Evaluating Models
Measuring model performance
Measuring model performance
A model that's 99% accurate sounds impressive. But if it's a disease-screening model and 1% of the population has the disease, a model that always says "healthy" would be 99% accurate while catching zero cases. Accuracy alone can be misleading.
That's why we need multiple ways to measure how well a model really performs, and we need to test it on data it has never seen before.
The data the model learns from. Like the textbook and practice problems a student studies.
Data the model has never seen. Like the final exam. You don't grade yourself on homework you've already seen.
Imagine a student who memorizes every practice test word-for-word but can't solve a slightly different problem. That's overfitting. The model performs brilliantly on training data but fails on anything new.
Overfitting is like studying only past exams and acing them, then bombing the real test because the questions are slightly different. Good models generalize; they learn the underlying principles, not just the specific examples.
How often are you right?
Correct predictions / Total predictions
When you say "yes", how often are you correct?
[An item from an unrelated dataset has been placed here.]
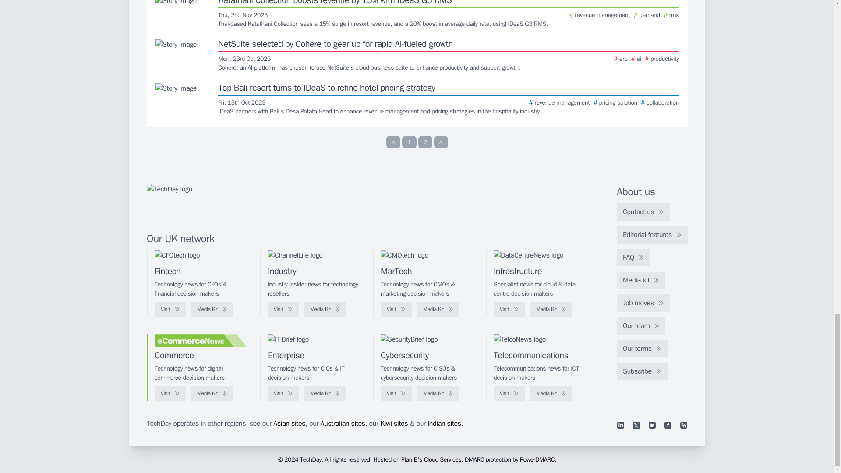  Describe the element at coordinates (283, 309) in the screenshot. I see `Visit` at that location.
True Positives / (True Positives + False Positives)
Of all actual "yes" cases, how many did you find?
True Positives / (True Positives + False Negatives)
The balance between precision and recall
Harmonic mean of Precision and Recall
A confusion matrix is a simple table that shows exactly where your model gets things right and where it gets confused. Here's one for a spam filter:
CONFUSION MATRIX: SPAM FILTER RESULTS (1,000 EMAILS)
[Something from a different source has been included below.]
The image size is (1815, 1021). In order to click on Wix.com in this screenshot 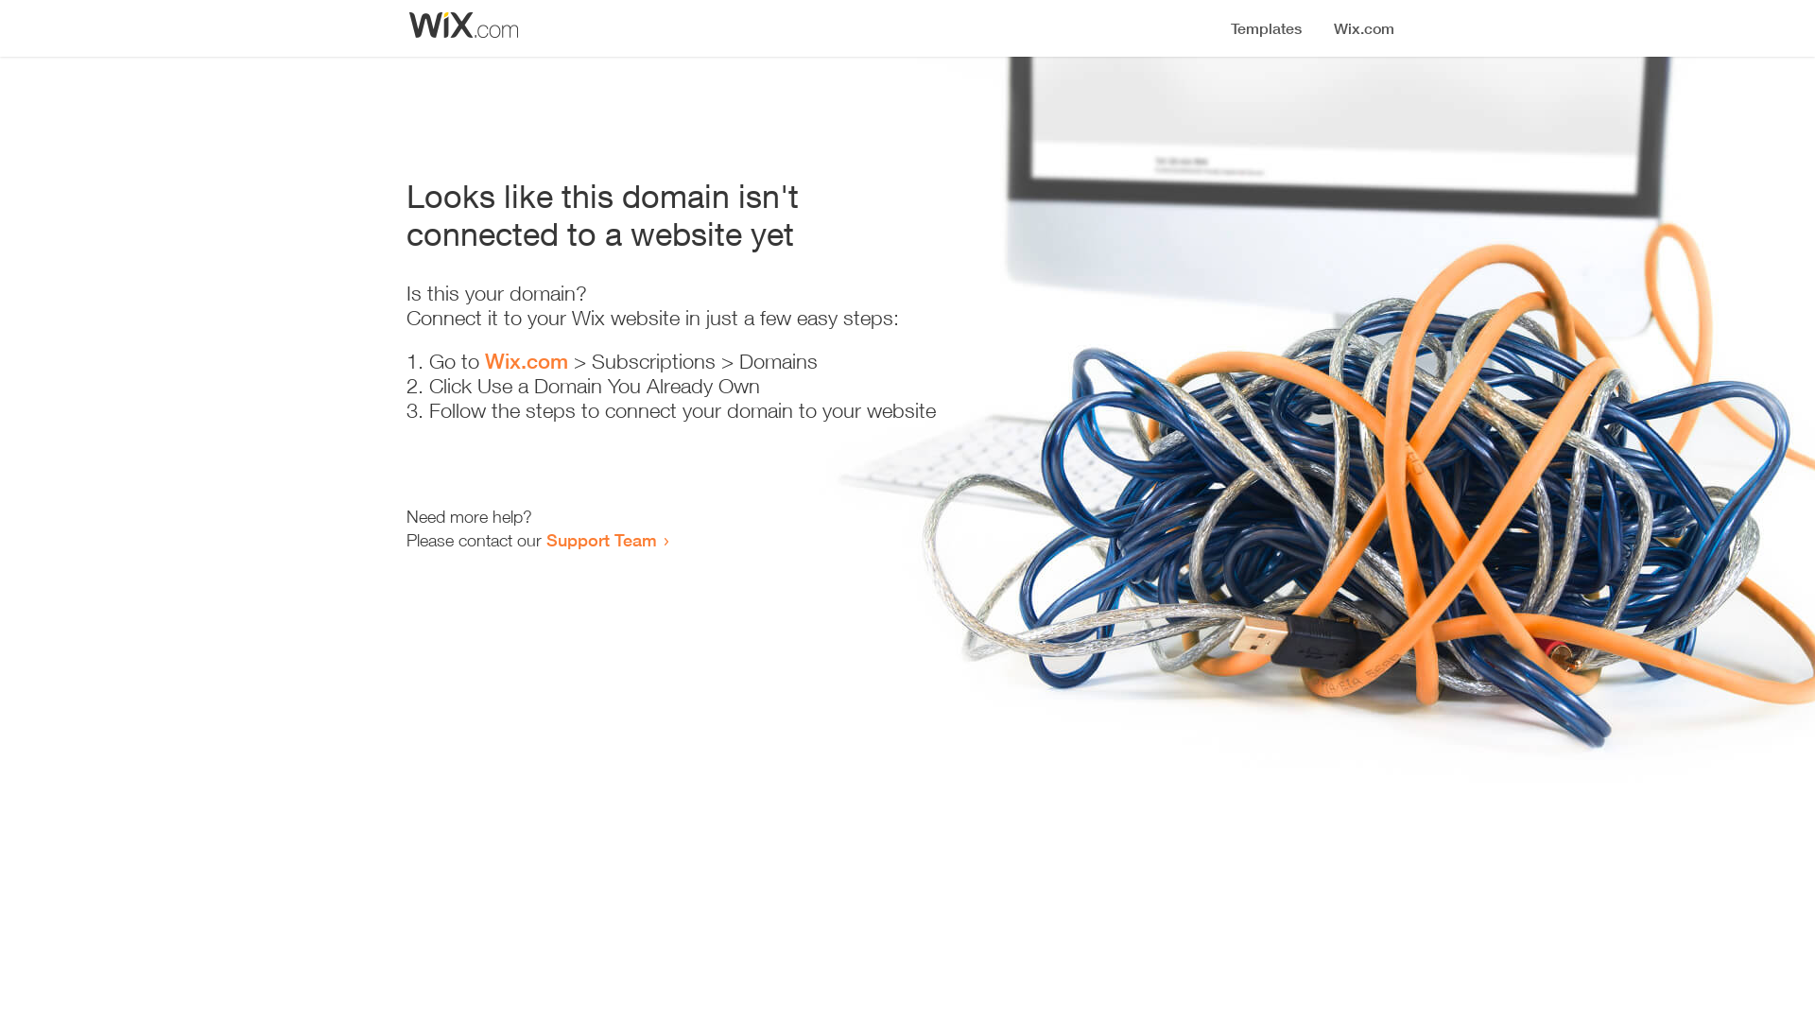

With a spam filter, high precision means almost no good emails end up in spam. High recall means almost no spam slips through. You usually can't max out both.
When false alarms are costly. You'd rather let some spam through than accidentally block an important email from a client.
When missing a case is dangerous. A cancer screening should catch every potential case, even if it means more false positives.
Choose your metrics based on what mistakes cost the most. A spam filter and a cancer detector both classify things into two categories, but the consequences of getting it wrong are vastly different. Always ask: "Which type of error hurts more?"